In the heart of Madrid's thriving tech corridor, where co-working spaces line Paseo de la Castellana and venture capital firms cluster around the Nuevos Ministerios district, a climate-technology startup is quietly solving one of Europe's most pressing infrastructure challenges: predicting solar energy surges before they crash regional power grids.
Solarix, founded in 2024 by a trio of engineers previously embedded in Telefónica's innovation labs, has just closed a €2.3 million seed round—modest by Silicon Valley standards, but significant for Madrid's deepening venture ecosystem. The funding, led by Madrid-based fund Kibo Ventures and supported by several Spanish institutional investors, signals growing confidence in homegrown climate solutions tackling Europe's energy transition.
The company's innovation addresses a genuine bottleneck. Spain's renewable energy boom—solar capacity has doubled since 2019—creates volatile grid conditions. When rooftop panels across a city flood the network simultaneously on cloudless afternoons, distribution operators scramble to balance supply. Solarix's machine-learning platform ingests hyperlocal weather data, building-specific energy profiles, and grid telemetry to forecast solar generation down to 15-minute intervals, allowing utilities to preemptively manage load distribution.
Currently deployed across three municipal districts in the Madrid Community and piloted in Barcelona, the platform has already caught the attention of Iberdrola and Endesa, Spain's two largest power companies. The startup's headquarters in the Chamberí neighbourhood—increasingly favoured by cleantech founders seeking proximity to both investors and Madrid's university research community—occupies a converted 1970s office building that's become something of an unofficial hub for sustainability-focused ventures.
What distinguishes Solarix from broader European competitors isn't just its hyperlocal focus, but its pricing model: municipalities and smaller utilities can deploy the system without capital expenditure, paying only for accurate predictions they act upon. That friction-reducing approach mirrors how Madrid's venture landscape has matured. Five years ago, local startups mimicked American venture playbooks. Today, increasingly, they're building for European regulatory contexts and municipal budgets.
The startup's seed round reflects Madrid's shifting role within Europe's climate-tech landscape. Barcelona dominates water-tech; Berlin leads mobility. Madrid, historically overshadowed, is carving territory in grid intelligence and distributed energy management—sectors where Spanish renewable infrastructure, demographic density, and institutional relationships create genuine competitive advantage.
Solarix's next milestone: securing municipal contracts across 50+ Spanish cities by Q2 2027. It's modest ambition on a global scale, but precisely calibrated to Madrid's maturing venture ecosystem: profitable, impactful, and sustainably funded.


> Task prompt
For this exercise, please reproduce the records below word for word, from the first line through the line with "The height and".

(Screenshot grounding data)
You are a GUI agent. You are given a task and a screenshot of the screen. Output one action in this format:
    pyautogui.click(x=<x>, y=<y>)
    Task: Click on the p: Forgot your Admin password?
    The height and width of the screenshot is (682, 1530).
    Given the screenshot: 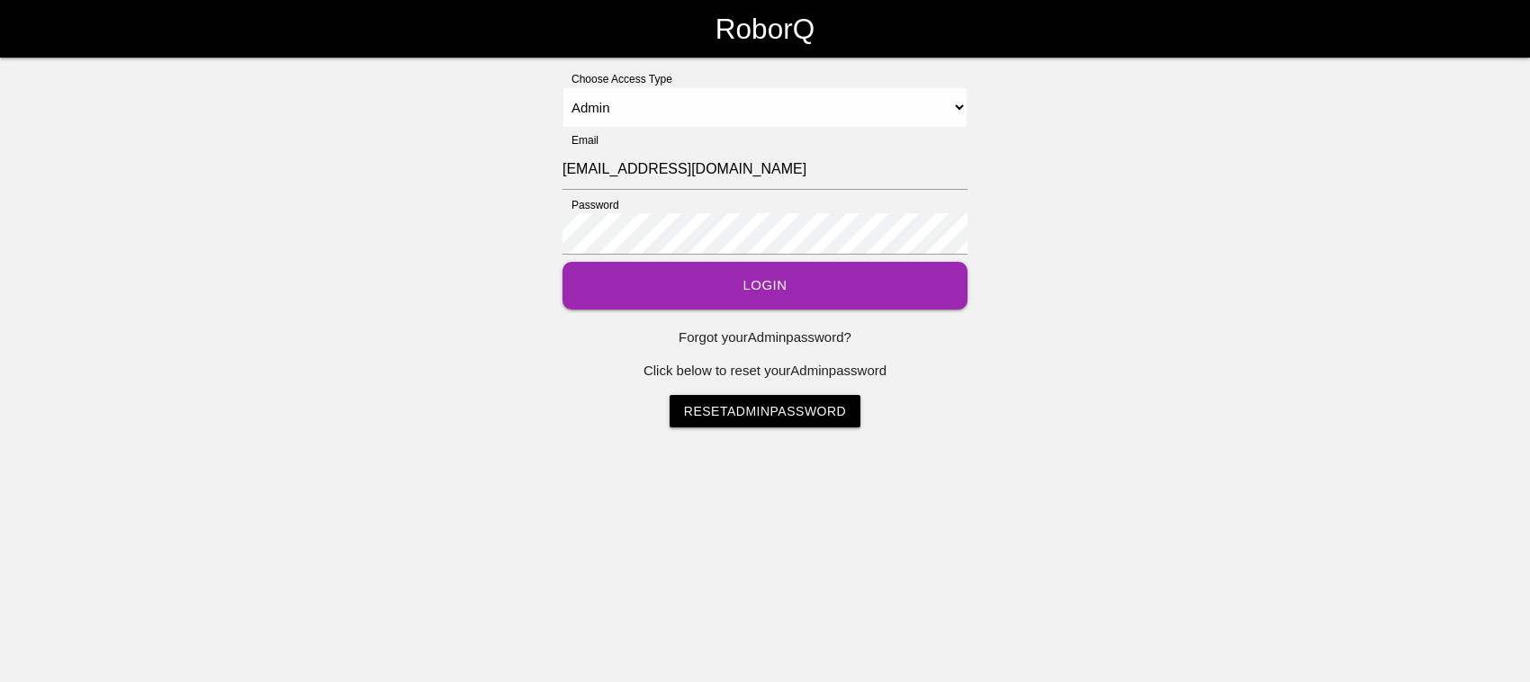 What is the action you would take?
    pyautogui.click(x=765, y=337)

> Reply
You are a GUI agent. You are given a task and a screenshot of the screen. Output one action in this format:
    pyautogui.click(x=<x>, y=<y>)
    Task: Click on the p: Forgot your Admin password?
    The height and width of the screenshot is (682, 1530).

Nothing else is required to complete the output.